Native Rating

Connect Native Rating package allows carrier implementers to rate natively through Connect instead of using an API that lives outside of the Auctane platform. To do this, an implementer will need to build rating logic and publish that to Connect. Once the code is published, rating data can be managed through Native Rating Service directly.

What is Native Rating?

Native Rating is the engine that runs carrier rating logic and provides key/value access to rating data through a hierarchy of Rate Cards, Rate Sets, and Rate Tables. This data access is abstracted from the carrier implementation so that development can focus on the rules of rating. Carrier rating logic and data has to be provided by the implementors. This document will focus on building the logic for rating via Native Rating.

Basic Concepts

There are two types of data used by Native Rating implementations: rate data and zone data. Zone data is useful for carriers that break their rates up into zones but carriers that don't can ignore zones while rate data is required by all integrations. The different levels of rate and zone data is important for managing the data, but it can be ignored when building the rating logic. This is because Native Rating takes care of using the correct rate sets and rate tables for a given request. The rating logic can request a specific data key and Native Rating will get the value that is applicable based on the requested rate card, effective dates of the rate sets, and hierarchy of the rate tables.

Changes that you make to rate cards, zone sets, and rating logic are not immediately available to end users. This allows you to test and fine-tune the data and logic before anyone else see the changes. To make changes available you need to publish the carrier in the Native Rating Service. This will take a snapshot of the carrier data and logic at that point and use that for all rate requests that don't explicitly ask to use different data. After you've published the carrier, you can start making changes again without affecting the live rates that are served to customers.

To test rates that are in development, you can make a rates request like you normally would with the addition of a special header: request-date: unpublished. This will instruct the Native Rating service to use the absolute newest data and logic whether it has been published or not. You can also use that header to request historical data by passing a date, like this: request-date: 2021-11-03T09:34:16.123Z. This would cause the Native Rating service to use the published data and logic as of the specified date. If you want the most current published rates, it's best to omit the request-date header rather than passing the current date and time in because the Native Rating service has performance optimizations for currently published rates that are bypassed when a date is specified.

Note

Once rates are published, they CANNOT be unpublished. There is a mechanism to re-publish the previously published data, however. The end result for live data is the same as unpublishing but the distinction is that if a request is made using the request-date header with the date and time that is within the window that the unwanted published data was available, those rates will still be served.

Workflow

The typical workflow for a Native Rating integration looks like this:

Update
Deploy
Create
Modify Rates
Modify Zones
Modify Implementation
Test
Publish Carrier
Create Rate Card Hierarchy
Create Carrier
Create Zone Sets
Create Implementation

As mentioned above, the Create phase can be done via Native Rating Service or using the Connect tooling.

The Deploy phase must be done via the Native Rating Service. If you've deployed the integration using the Connect tooling and have linked it to a Carrier API app, you should be able to test rating through ShipStation on the integration DDE. This environment will get rates using unpublished rate data so you can make changes and see the changes in real time. You can also test by making rate requests directly against the Native Rating service.

After you've completed testing, you will need to publish the carrier in Native Rating Service. This "locks in" all the modified data and it will be used by default for all rate requests.

At this point, you can start modifying rates and logic again as needed and the update-deploy cycle can start again.

Get Started

Begin creating your first Native Rating Implementation.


■ **EXERCISE PROMPT**:
If a line in the records contains the string "plus", show that line.

(Extracts from a graphics dataset)

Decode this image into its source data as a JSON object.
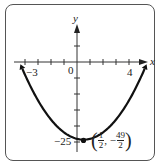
{
  "chart_data": {
    "type": "line",
    "title": "",
    "function": "y = x^2 - x - 24",
    "xlabel": "x",
    "ylabel": "y",
    "x_intercepts": [
      -3,
      4
    ],
    "y_intercept": -24,
    "vertex": {
      "x": 0.5,
      "y": -24.5,
      "label": "(1/2, -49/2)"
    },
    "tick_labels": {
      "x": [
        "-3",
        "0",
        "4"
      ],
      "y": [
        "-25"
      ]
    },
    "xlim": [
      -4.5,
      5.5
    ],
    "ylim": [
      -27,
      15
    ],
    "grid": false
  },
  "labels": {
    "x_axis": "x",
    "y_axis": "y",
    "origin": "0",
    "x_neg3": "−3",
    "x_4": "4",
    "y_neg25": "−25",
    "vertex_label_open": "(",
    "vertex_num1": "1",
    "vertex_den1": "2",
    "vertex_comma": ", −",
    "vertex_num2": "49",
    "vertex_den2": "2",
    "vertex_label_close": ")"
  },
  "colors": {
    "curve": "#111111",
    "axis": "#333333",
    "frame": "#555555"
  }
}
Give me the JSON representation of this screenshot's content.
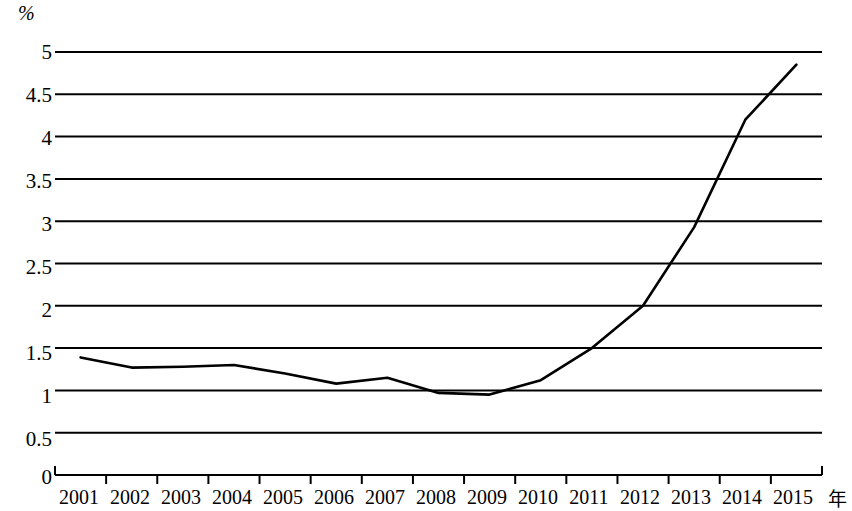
{
  "chart_data": {
    "type": "line",
    "title": "",
    "subtitle": "",
    "xlabel": "年",
    "ylabel": "%",
    "categories": [
      "2001",
      "2002",
      "2003",
      "2004",
      "2005",
      "2006",
      "2007",
      "2008",
      "2009",
      "2010",
      "2011",
      "2012",
      "2013",
      "2014",
      "2015"
    ],
    "values": [
      1.39,
      1.27,
      1.28,
      1.3,
      1.2,
      1.08,
      1.15,
      0.97,
      0.95,
      1.12,
      1.5,
      2.0,
      2.93,
      4.2,
      4.85
    ],
    "series": [
      {
        "name": "",
        "values": [
          1.39,
          1.27,
          1.28,
          1.3,
          1.2,
          1.08,
          1.15,
          0.97,
          0.95,
          1.12,
          1.5,
          2.0,
          2.93,
          4.2,
          4.85
        ]
      }
    ],
    "ylim": [
      0,
      5
    ],
    "ytick_labels": [
      "5",
      "4.5",
      "4",
      "3.5",
      "3",
      "2.5",
      "2",
      "1.5",
      "1",
      "0.5",
      "0"
    ],
    "ytick_values": [
      5,
      4.5,
      4,
      3.5,
      3,
      2.5,
      2,
      1.5,
      1,
      0.5,
      0
    ],
    "ytick_step": 0.5,
    "grid": true,
    "grid_axis": "y",
    "legend": false,
    "legend_position": "none",
    "line_color": "#000000",
    "grid_color": "#000000",
    "axis_color": "#000000",
    "background_color": "#ffffff",
    "annotations": []
  },
  "axis_titles": {
    "y_unit": "%",
    "x_unit": "年"
  }
}
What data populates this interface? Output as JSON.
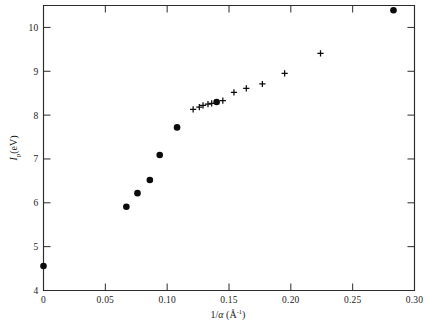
{
  "figure": {
    "name": "ionization-potential-vs-inverse-alpha-plot",
    "background_color": "#ffffff",
    "ink_color": "#0b0b0b"
  },
  "chart_data": {
    "type": "scatter",
    "title": "",
    "xlabel": "1/α (Å⁻¹)",
    "ylabel": "Iₚ(eV)",
    "xlabel_parts": {
      "prefix": "1/",
      "symbol": "α",
      "open_paren": " (",
      "unit": "Å",
      "exponent": "-1",
      "close_paren": ")"
    },
    "ylabel_parts": {
      "symbol": "I",
      "subscript": "p",
      "unit": "(eV)"
    },
    "xlim": [
      0,
      0.3
    ],
    "ylim": [
      4,
      10.5
    ],
    "xticks": [
      0,
      0.05,
      0.1,
      0.15,
      0.2,
      0.25,
      0.3
    ],
    "xtick_labels": [
      "0",
      "0.05",
      "0.10",
      "0.15",
      "0.20",
      "0.25",
      "0.30"
    ],
    "yticks": [
      4,
      5,
      6,
      7,
      8,
      9,
      10
    ],
    "ytick_labels": [
      "4",
      "5",
      "6",
      "7",
      "8",
      "9",
      "10"
    ],
    "grid": false,
    "legend": false,
    "legend_position": "none",
    "series": [
      {
        "name": "filled-circle-series",
        "marker": "filled-circle",
        "color": "#0b0b0b",
        "points": [
          {
            "x": 0.0,
            "y": 4.56
          },
          {
            "x": 0.067,
            "y": 5.91
          },
          {
            "x": 0.076,
            "y": 6.22
          },
          {
            "x": 0.086,
            "y": 6.52
          },
          {
            "x": 0.094,
            "y": 7.09
          },
          {
            "x": 0.108,
            "y": 7.72
          },
          {
            "x": 0.14,
            "y": 8.3
          },
          {
            "x": 0.283,
            "y": 10.39
          }
        ]
      },
      {
        "name": "plus-marker-series",
        "marker": "plus",
        "color": "#0b0b0b",
        "points": [
          {
            "x": 0.121,
            "y": 8.13
          },
          {
            "x": 0.126,
            "y": 8.18
          },
          {
            "x": 0.129,
            "y": 8.22
          },
          {
            "x": 0.133,
            "y": 8.25
          },
          {
            "x": 0.136,
            "y": 8.27
          },
          {
            "x": 0.145,
            "y": 8.33
          },
          {
            "x": 0.154,
            "y": 8.52
          },
          {
            "x": 0.164,
            "y": 8.61
          },
          {
            "x": 0.177,
            "y": 8.71
          },
          {
            "x": 0.195,
            "y": 8.95
          },
          {
            "x": 0.224,
            "y": 9.41
          }
        ]
      }
    ]
  }
}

■ **ANSWER SECTION**:
        "name": "plus-marker-series",
        "marker": "plus",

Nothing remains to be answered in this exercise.